CBP case study: Why a height-adjustable gaming desk landed in metal furniture (9403.20.00.50), not wood
GRI 1GRI 3(b)In this case, CBP classified the RS Gaming Chronos height-adjustable gaming desk under HTS 9403.20.0050 as other metal household furniture at a Free general rate, because the steel adjustable chassis — not the MDF top — imparted the essential character; final classification depends on the importer's actual product and should be confirmed by a licensed customs broker.
The desk sits in Chapter 94 because it is a movable, floor-standing utilitarian article — furniture per the Chapter 94 Explanatory Notes. Because it combines steel, MDF, and other materials, it is a composite good, so CBP moved to GRI 3(b) and looked for the material or component imparting essential character. The obvious alternative was wood furniture under heading 9403 (specifically the wood subheading, e.g. 9403.30/9403.60), since desks are commonly classified by their top surface. CBP normally treats the desktop as controlling, and this tracks the rule that the work surface fulfills a desk's primary purpose. But here CBP found the metal chassis decisive: it provides the variable-height function that distinguishes the article, it weighs about 50% more than the MDF top, and it costs more than twice the desktop, which is only a small fraction of total cost. On weight, value, and functional role, the metal chassis won — landing the desk in 9403.20.0050, other metal household furniture. Note that final classification depends on the importer's actual product and should be confirmed by a licensed customs broker.
- Ask your supplier for a component-level breakdown of weight and cost (chassis vs. desktop) and keep it on file, since CBP leaned on exactly that data.
- Confirm with your broker whether your desk's essential character truly rests in the metal frame or the top, because the answer changes the subheading and rate.
- Verify the true country of origin and the China-to-Vietnam processing steps before entry, as CBP could not resolve origin here without them.
| Path | Code | Base duty |
|---|---|---|
| Path CBP used — other metal household furniture | 9403.20.0050 | Free |
| Alternative path — wood furniture (if top controlled essential character) illustrative | 9403.60 | Free |
| On a sample shipment valued at $50,000, the base general rate under either path shown here is Free, so base duty is $0. The real cost variable is not the base rate but any Section 301 / Chapter 99 (9903) duties tied to China origin — verify current applicability, because unresolved origin here (China-to-Vietnam) is where landed cost can move. Do not assume stacked rates without confirmation. | ||
Illustrative comparison only. The alternative heading is one contrast possibility — the exact subheading for a different product configuration would need separate analysis (other Chapter 84/85 or specific provisions may apply). Any Section 301 / Chapter 99 figure assumes the goods remain subject to that measure at the time of entry; always verify the current Chapter 99 status and any applicable exclusions.
- Origin was left undetermined — claiming Vietnam origin without documenting the intermediate operations invites a Section 301 exposure if inputs are Chinese.
- Essential-character calls under GRI 3(b) are fact-specific; a similar desk with a heavier or costlier top could shift to a wood subheading.
- Invoice and spec wording that only says 'gaming desk' without material/weight/cost detail leaves CBP to infer essential character — keep supporting data ready.
- If a future model uses a fixed (non-adjustable) frame and a thick solid-wood top that dominates weight and cost → Essential character could shift to the top, pointing toward a wood furniture subheading (e.g. 9403.60) instead of metal.
- If the metal frame were sold on its own as a desk-conversion riser rather than a complete desk → It could be classified as metal furniture parts, echoing the desk-extender rulings CBP cited.
- If Chinese inputs are shown to undergo only minor assembly in Vietnam → China origin may govern, potentially triggering Section 301 / Chapter 99 duties despite a Free base rate.
After 30-plus years moving furniture out of Asia, my read is simple: don't assume the desktop wins the essential-character argument. CBP here weighed the metal chassis on function, weight, and cost — so get that component data documented up front, because the ruling turned on numbers, not the marketing name.
Why did CBP classify this as metal furniture when the desktop is MDF?
In this case CBP applied GRI 3(b) to a composite good and found the variable-height steel chassis imparted the essential character — it delivers the distinguishing function, weighs about 50% more than the top, and costs more than twice as much. Your own product's outcome depends on its facts and should be confirmed by a licensed customs broker.
Does the Free base rate mean there are no duties to worry about?
Not necessarily. The general rate under 9403.20.0050 is Free, but CBP could not determine origin here because of unclear China-to-Vietnam operations. If the product is China-origin, Section 301 / Chapter 99 (9903) duties may apply, so verify current Chapter 99 provisions and origin documentation before entry.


## DIRECTIONS
Your task is to transcribe the entries exactly.

## RECORDS FOR THIS TASK
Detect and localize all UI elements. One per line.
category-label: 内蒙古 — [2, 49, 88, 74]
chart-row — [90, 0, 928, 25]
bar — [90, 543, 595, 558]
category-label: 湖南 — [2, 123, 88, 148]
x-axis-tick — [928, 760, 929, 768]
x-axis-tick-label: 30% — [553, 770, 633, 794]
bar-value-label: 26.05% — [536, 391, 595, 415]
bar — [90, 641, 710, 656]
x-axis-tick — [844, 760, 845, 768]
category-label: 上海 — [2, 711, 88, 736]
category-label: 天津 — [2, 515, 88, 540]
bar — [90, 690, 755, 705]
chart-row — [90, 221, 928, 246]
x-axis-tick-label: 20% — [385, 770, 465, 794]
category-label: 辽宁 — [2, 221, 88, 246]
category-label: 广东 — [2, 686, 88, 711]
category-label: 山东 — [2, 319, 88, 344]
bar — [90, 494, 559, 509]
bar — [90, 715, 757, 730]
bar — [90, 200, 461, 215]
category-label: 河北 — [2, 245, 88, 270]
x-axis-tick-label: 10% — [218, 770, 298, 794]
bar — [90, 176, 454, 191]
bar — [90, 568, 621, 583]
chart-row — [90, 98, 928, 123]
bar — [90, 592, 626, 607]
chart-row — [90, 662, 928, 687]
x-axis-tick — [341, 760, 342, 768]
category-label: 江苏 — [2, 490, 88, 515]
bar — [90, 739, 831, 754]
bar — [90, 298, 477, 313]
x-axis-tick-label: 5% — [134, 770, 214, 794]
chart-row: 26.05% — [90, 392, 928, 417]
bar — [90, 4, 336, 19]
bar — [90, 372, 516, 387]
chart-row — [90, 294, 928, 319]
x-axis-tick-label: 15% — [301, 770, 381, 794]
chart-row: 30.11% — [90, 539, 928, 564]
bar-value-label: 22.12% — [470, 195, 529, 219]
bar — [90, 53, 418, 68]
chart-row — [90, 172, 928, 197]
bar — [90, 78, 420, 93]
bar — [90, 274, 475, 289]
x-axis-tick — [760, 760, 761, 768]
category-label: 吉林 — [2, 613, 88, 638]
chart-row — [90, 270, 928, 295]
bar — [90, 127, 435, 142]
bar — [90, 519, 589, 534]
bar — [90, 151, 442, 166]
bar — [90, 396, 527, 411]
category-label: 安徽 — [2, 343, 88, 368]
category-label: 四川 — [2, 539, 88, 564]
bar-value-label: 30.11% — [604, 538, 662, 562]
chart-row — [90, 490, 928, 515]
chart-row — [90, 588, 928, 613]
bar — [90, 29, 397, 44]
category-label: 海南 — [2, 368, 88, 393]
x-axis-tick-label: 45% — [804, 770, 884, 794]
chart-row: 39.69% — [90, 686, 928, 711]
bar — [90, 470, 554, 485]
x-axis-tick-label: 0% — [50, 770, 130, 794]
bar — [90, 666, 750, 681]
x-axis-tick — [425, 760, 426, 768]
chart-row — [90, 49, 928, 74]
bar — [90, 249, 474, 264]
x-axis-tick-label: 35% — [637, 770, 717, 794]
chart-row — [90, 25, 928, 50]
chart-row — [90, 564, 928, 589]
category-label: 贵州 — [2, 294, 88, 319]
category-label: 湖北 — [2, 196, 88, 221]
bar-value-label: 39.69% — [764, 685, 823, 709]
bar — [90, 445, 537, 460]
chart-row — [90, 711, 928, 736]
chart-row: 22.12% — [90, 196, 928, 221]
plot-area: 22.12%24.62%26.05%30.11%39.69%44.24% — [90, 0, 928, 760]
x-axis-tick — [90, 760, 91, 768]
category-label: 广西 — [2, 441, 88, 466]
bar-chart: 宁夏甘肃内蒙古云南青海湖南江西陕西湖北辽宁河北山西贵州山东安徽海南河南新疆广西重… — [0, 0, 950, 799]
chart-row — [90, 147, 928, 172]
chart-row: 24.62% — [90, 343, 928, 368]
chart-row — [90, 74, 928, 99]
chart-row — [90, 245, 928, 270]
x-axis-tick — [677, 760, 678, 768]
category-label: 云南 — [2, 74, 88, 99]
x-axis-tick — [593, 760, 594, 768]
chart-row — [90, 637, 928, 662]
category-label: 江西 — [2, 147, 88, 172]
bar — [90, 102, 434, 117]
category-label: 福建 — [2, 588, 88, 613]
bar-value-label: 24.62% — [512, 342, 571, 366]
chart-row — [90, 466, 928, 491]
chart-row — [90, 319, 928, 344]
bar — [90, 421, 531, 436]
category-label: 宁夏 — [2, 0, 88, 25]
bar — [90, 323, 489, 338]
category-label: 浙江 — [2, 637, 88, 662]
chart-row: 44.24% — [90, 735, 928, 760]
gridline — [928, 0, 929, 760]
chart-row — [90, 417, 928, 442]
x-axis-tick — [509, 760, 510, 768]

## SOLUTION
Detect and localize all UI elements. One per line.
category-label: 内蒙古 — [2, 49, 88, 74]
chart-row — [90, 0, 928, 25]
bar — [90, 543, 595, 558]
category-label: 湖南 — [2, 123, 88, 148]
x-axis-tick — [928, 760, 929, 768]
x-axis-tick-label: 30% — [553, 770, 633, 794]
bar-value-label: 26.05% — [536, 391, 595, 415]
bar — [90, 641, 710, 656]
x-axis-tick — [844, 760, 845, 768]
category-label: 上海 — [2, 711, 88, 736]
category-label: 天津 — [2, 515, 88, 540]
bar — [90, 690, 755, 705]
chart-row — [90, 221, 928, 246]
x-axis-tick-label: 20% — [385, 770, 465, 794]
category-label: 辽宁 — [2, 221, 88, 246]
category-label: 广东 — [2, 686, 88, 711]
category-label: 山东 — [2, 319, 88, 344]
bar — [90, 494, 559, 509]
bar — [90, 715, 757, 730]
bar — [90, 200, 461, 215]
category-label: 河北 — [2, 245, 88, 270]
x-axis-tick-label: 10% — [218, 770, 298, 794]
bar — [90, 176, 454, 191]
bar — [90, 568, 621, 583]
chart-row — [90, 98, 928, 123]
bar — [90, 592, 626, 607]
chart-row — [90, 662, 928, 687]
x-axis-tick — [341, 760, 342, 768]
category-label: 江苏 — [2, 490, 88, 515]
bar — [90, 739, 831, 754]
bar — [90, 298, 477, 313]
x-axis-tick-label: 5% — [134, 770, 214, 794]
chart-row: 26.05% — [90, 392, 928, 417]
bar — [90, 4, 336, 19]
bar — [90, 372, 516, 387]
chart-row — [90, 294, 928, 319]
x-axis-tick-label: 15% — [301, 770, 381, 794]
chart-row: 30.11% — [90, 539, 928, 564]
bar-value-label: 22.12% — [470, 195, 529, 219]
bar — [90, 53, 418, 68]
chart-row — [90, 172, 928, 197]
bar — [90, 78, 420, 93]
bar — [90, 274, 475, 289]
x-axis-tick — [760, 760, 761, 768]
category-label: 吉林 — [2, 613, 88, 638]
chart-row — [90, 270, 928, 295]
bar — [90, 127, 435, 142]
bar — [90, 519, 589, 534]
bar — [90, 151, 442, 166]
bar — [90, 396, 527, 411]
category-label: 安徽 — [2, 343, 88, 368]
category-label: 四川 — [2, 539, 88, 564]
bar-value-label: 30.11% — [604, 538, 662, 562]
chart-row — [90, 490, 928, 515]
chart-row — [90, 588, 928, 613]
bar — [90, 29, 397, 44]
category-label: 海南 — [2, 368, 88, 393]
x-axis-tick-label: 45% — [804, 770, 884, 794]
chart-row: 39.69% — [90, 686, 928, 711]
bar — [90, 470, 554, 485]
x-axis-tick-label: 0% — [50, 770, 130, 794]
bar — [90, 666, 750, 681]
x-axis-tick — [425, 760, 426, 768]
chart-row — [90, 49, 928, 74]
bar — [90, 249, 474, 264]
x-axis-tick-label: 35% — [637, 770, 717, 794]
chart-row — [90, 25, 928, 50]
chart-row — [90, 564, 928, 589]
category-label: 贵州 — [2, 294, 88, 319]
category-label: 湖北 — [2, 196, 88, 221]
bar-value-label: 39.69% — [764, 685, 823, 709]
bar — [90, 445, 537, 460]
chart-row — [90, 711, 928, 736]
chart-row: 22.12% — [90, 196, 928, 221]
plot-area: 22.12%24.62%26.05%30.11%39.69%44.24% — [90, 0, 928, 760]
x-axis-tick — [90, 760, 91, 768]
category-label: 广西 — [2, 441, 88, 466]
bar-chart: 宁夏甘肃内蒙古云南青海湖南江西陕西湖北辽宁河北山西贵州山东安徽海南河南新疆广西重… — [0, 0, 950, 799]
chart-row — [90, 147, 928, 172]
chart-row: 24.62% — [90, 343, 928, 368]
chart-row — [90, 74, 928, 99]
chart-row — [90, 245, 928, 270]
x-axis-tick — [677, 760, 678, 768]
category-label: 云南 — [2, 74, 88, 99]
x-axis-tick — [593, 760, 594, 768]
chart-row — [90, 637, 928, 662]
category-label: 江西 — [2, 147, 88, 172]
bar — [90, 102, 434, 117]
category-label: 福建 — [2, 588, 88, 613]
bar-value-label: 24.62% — [512, 342, 571, 366]
chart-row — [90, 466, 928, 491]
chart-row — [90, 319, 928, 344]
bar — [90, 421, 531, 436]
category-label: 宁夏 — [2, 0, 88, 25]
bar — [90, 323, 489, 338]
category-label: 浙江 — [2, 637, 88, 662]
chart-row: 44.24% — [90, 735, 928, 760]
gridline — [928, 0, 929, 760]
chart-row — [90, 417, 928, 442]
x-axis-tick — [509, 760, 510, 768]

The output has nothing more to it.